[EM] PR in student government...
David Cary
dcarysysb at yahoo.com
Mon Apr 16 16:35:03 PDT 2007
--- Tim Hull <timhull2 at gmail.com> wrote:
> As a result, I'm looking at proportional representation systems -
> and possibly introducing one as a ballot initiative for next year.
> However, I have experienced great trouble in finding a system that
> people like. Single Transferable Vote seems ideal, but it has the
> drawback of being complex (and, as a result, hard for people to
> comprehend). Party lists are simpler, but they force voters to
> support an entire party - not ideal at all.
Tim,
I see two problems here:
1) Succumbing to the perspective that the complexity of tabulating
votes is or should be a primary point for evaluating an election
method.
2) Believing that STV is difficult for people to understand.
Focus on current problems and the benefits of change. Focus on the
big picture, the failures of flawed student governance. What are the
problems on campus that resonate with students? That is where the
gold mine of persuasion lies.
It should be easy enough to find problems with party dominated
politics, even more so with single-party dominated politics. Borda
election methods are clearly implicated. For example, Borda methods
disproprotionately reward having similar candidates run.
I'm guessing that unlike twenty or thirty years ago, student votes
are being tabulated by computer now and that students may even be
vote electronically. On this scale, the logistical benefits of using
Borda, as a summable method, never outweighed its flaws, and with
current technologies, the logistical benefits simply evaporate.
When they need it, give people an appropriately tailored explanation
of STV. The general rule is to keep it simple and short, especially
at first. In that regard, voting experts sometimes give the worst
explanations. When someone wants a drink, don't give them a
firehose. It doesn't work.
When you talk about features of STV, always relate them back to the
problems of the current system and the benefits of making a change.
STV can be explained to just about anyone in 2 minutes or less.
Whether it is a 12 year-old student or someone with a Ph.D., after
two minutes, they can walk away with an understanding of key points
about not only why it is good, but how it is done. Much of that can
be packaged into even shorter messages.
You do have some advantages. Students already have experience voting
with ranked ballots. Students also aren't committed to the current
system simply because it is the way it has always been done or
because they think it is the only way there is to do elections.
The real challenge is developing a message that will convince the
beneficiaries of the current system that they should support making a
change. Some changes may just have to start at a grassroots level.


▶ _Try it_:
Report every line in the listing that contains the string "fiss".

▶ _Information_:
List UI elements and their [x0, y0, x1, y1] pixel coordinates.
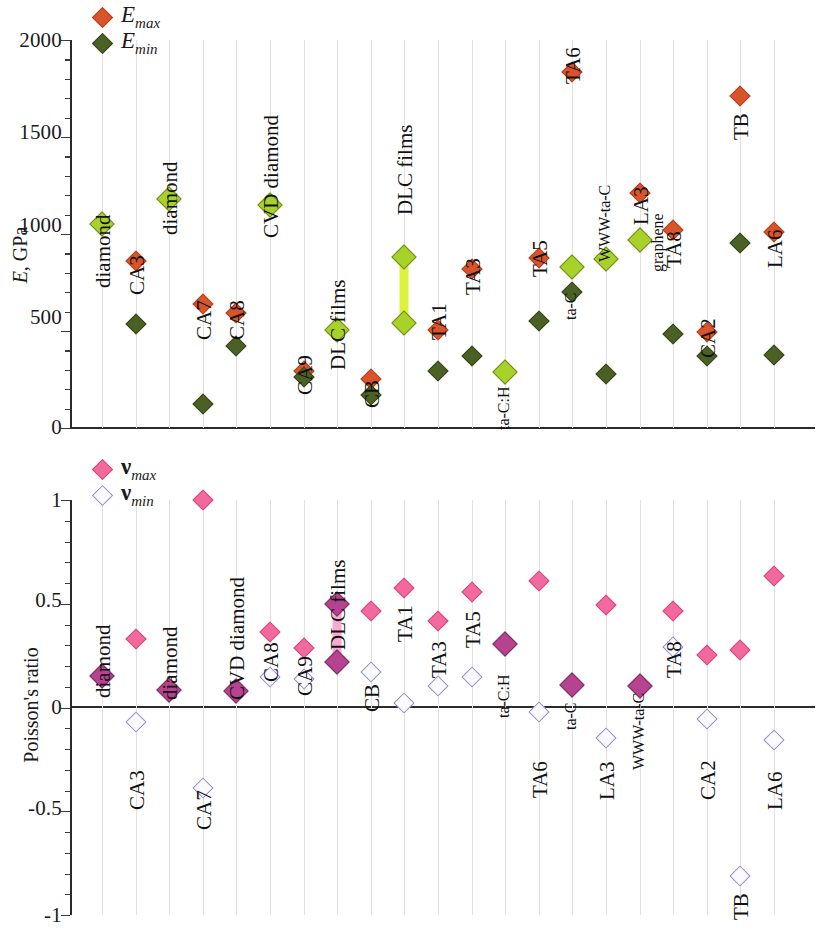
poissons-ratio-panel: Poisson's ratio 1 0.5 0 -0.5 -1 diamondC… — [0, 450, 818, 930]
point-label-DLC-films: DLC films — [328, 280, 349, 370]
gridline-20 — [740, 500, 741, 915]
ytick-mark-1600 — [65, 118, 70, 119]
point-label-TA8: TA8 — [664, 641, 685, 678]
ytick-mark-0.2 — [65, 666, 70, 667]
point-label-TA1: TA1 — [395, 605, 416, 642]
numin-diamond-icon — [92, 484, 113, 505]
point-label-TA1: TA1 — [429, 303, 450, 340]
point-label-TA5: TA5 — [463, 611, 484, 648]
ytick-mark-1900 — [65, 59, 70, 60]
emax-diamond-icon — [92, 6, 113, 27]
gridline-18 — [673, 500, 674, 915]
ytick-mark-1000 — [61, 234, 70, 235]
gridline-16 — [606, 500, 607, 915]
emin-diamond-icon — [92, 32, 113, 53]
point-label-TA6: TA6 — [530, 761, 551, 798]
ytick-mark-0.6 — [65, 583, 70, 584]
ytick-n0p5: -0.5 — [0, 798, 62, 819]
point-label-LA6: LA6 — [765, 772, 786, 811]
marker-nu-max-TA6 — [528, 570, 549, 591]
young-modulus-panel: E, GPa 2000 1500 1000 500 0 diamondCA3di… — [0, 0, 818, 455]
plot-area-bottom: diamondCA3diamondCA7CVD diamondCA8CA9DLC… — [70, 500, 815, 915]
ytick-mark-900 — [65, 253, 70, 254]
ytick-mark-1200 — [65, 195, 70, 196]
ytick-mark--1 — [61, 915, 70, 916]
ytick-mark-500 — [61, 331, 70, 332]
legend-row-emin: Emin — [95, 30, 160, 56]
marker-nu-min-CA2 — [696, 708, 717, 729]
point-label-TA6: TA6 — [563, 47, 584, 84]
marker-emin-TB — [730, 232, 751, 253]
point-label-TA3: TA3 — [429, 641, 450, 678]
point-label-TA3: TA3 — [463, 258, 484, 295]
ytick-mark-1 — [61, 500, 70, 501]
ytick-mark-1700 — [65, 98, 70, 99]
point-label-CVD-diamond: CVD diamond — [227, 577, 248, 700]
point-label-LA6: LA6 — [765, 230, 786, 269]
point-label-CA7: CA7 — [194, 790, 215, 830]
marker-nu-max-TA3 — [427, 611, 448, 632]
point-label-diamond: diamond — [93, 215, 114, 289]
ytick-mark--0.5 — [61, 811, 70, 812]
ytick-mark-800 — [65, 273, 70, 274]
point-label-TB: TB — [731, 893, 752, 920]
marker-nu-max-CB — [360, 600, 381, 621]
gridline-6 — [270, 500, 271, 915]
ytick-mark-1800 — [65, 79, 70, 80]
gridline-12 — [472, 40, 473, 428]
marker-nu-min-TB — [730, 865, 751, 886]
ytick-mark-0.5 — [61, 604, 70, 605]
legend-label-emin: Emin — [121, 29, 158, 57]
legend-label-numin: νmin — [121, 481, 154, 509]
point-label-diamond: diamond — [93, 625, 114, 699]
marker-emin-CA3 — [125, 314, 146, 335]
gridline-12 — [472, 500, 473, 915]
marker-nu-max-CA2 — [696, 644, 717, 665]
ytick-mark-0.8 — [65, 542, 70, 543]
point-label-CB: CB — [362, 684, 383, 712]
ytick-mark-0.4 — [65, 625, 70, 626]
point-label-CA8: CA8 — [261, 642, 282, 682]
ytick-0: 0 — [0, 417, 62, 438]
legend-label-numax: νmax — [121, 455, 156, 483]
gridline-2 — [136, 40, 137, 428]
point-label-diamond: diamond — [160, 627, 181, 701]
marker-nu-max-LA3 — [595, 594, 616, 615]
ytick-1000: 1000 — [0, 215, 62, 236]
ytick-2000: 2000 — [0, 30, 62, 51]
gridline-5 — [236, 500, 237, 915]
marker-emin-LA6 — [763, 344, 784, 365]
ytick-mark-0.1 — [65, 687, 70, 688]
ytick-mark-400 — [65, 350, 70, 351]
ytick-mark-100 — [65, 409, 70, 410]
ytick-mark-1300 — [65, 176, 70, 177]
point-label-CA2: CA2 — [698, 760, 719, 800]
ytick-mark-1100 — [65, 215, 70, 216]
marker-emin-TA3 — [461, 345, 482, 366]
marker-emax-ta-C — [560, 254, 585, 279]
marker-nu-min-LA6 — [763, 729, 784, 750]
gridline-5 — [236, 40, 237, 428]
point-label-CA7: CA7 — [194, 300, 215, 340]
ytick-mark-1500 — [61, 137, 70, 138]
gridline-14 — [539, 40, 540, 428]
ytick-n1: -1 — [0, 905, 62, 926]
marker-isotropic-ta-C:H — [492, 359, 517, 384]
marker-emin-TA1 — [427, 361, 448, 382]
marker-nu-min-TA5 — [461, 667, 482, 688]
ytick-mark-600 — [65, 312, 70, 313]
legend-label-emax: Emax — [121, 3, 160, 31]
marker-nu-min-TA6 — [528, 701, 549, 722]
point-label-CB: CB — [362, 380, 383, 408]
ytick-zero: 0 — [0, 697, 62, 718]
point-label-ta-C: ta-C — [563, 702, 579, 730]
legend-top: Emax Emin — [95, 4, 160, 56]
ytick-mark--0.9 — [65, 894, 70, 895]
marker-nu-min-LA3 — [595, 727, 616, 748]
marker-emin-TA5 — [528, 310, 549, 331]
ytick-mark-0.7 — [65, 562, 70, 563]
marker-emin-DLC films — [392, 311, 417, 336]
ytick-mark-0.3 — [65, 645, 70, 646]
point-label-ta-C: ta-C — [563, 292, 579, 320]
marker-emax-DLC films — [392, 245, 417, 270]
--
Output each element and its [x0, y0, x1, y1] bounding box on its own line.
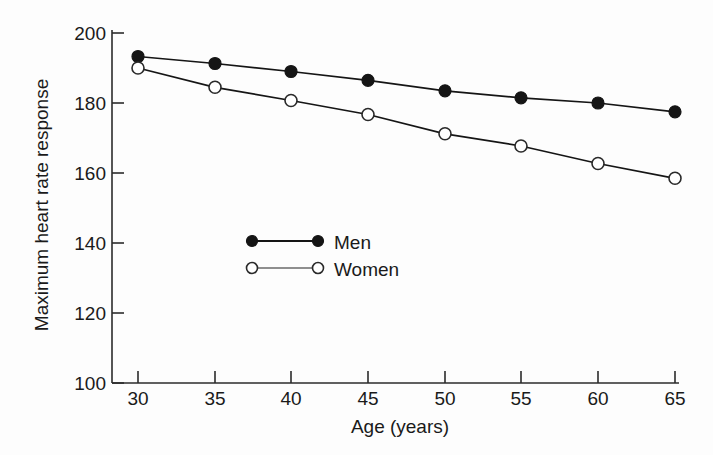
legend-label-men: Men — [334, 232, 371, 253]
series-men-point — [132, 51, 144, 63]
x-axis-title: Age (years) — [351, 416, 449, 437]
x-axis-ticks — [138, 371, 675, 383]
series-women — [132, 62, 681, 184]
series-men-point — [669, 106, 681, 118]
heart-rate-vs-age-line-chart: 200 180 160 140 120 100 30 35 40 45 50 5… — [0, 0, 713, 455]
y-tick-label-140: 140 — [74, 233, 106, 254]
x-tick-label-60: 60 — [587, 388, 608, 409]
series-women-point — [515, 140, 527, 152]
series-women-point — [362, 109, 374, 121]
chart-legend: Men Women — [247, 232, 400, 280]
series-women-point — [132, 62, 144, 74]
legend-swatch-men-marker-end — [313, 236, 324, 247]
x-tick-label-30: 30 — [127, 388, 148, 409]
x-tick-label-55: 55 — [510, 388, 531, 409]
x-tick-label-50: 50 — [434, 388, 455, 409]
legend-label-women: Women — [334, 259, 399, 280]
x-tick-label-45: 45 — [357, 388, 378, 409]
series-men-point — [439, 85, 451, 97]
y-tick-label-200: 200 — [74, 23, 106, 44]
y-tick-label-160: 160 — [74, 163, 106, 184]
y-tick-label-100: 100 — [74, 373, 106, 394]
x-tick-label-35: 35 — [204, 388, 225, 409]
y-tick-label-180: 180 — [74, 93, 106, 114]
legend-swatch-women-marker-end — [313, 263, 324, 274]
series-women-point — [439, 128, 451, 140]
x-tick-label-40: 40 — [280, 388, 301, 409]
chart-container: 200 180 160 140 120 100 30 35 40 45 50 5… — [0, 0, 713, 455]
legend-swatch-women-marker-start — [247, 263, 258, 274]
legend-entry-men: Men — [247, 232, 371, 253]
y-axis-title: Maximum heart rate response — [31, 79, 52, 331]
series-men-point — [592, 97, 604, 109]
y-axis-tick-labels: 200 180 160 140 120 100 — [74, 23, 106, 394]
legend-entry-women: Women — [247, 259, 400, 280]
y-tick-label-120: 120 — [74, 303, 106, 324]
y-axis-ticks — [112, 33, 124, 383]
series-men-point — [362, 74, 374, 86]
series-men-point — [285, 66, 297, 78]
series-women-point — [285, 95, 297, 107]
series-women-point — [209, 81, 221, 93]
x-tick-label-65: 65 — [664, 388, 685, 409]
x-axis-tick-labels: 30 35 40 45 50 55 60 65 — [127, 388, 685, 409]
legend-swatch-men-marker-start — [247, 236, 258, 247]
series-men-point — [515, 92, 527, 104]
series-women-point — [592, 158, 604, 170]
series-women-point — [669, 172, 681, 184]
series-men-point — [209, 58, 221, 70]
--
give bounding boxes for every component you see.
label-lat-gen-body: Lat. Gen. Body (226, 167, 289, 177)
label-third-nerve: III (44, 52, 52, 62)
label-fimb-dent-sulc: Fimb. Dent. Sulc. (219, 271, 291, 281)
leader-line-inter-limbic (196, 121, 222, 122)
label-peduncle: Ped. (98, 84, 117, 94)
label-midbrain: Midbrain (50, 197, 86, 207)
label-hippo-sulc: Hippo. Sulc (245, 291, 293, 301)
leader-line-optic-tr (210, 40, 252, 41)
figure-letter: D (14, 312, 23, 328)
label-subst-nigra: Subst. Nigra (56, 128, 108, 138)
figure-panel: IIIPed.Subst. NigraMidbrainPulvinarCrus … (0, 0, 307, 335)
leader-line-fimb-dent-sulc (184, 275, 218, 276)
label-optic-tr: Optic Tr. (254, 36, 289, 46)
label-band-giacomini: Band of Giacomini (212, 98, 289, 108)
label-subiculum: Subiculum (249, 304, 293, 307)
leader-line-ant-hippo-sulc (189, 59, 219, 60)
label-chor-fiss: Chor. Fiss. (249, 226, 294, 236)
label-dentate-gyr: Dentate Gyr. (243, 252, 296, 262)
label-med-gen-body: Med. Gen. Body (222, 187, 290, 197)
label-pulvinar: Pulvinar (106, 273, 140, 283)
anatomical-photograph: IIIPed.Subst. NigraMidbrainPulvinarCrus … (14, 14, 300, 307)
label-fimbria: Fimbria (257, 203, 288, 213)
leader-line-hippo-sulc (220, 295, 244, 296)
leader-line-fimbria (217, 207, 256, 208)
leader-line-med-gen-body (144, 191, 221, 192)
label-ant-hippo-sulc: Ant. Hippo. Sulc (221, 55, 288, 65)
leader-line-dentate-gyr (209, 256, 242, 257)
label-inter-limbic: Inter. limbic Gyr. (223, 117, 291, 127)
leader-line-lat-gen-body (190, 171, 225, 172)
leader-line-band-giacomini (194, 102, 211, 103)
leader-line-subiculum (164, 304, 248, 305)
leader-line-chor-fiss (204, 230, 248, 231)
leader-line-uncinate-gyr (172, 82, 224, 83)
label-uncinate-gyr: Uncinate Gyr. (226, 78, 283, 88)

▶ _Your solution_:
label-chor-fiss: Chor. Fiss. (249, 226, 294, 236)
leader-line-chor-fiss (204, 230, 248, 231)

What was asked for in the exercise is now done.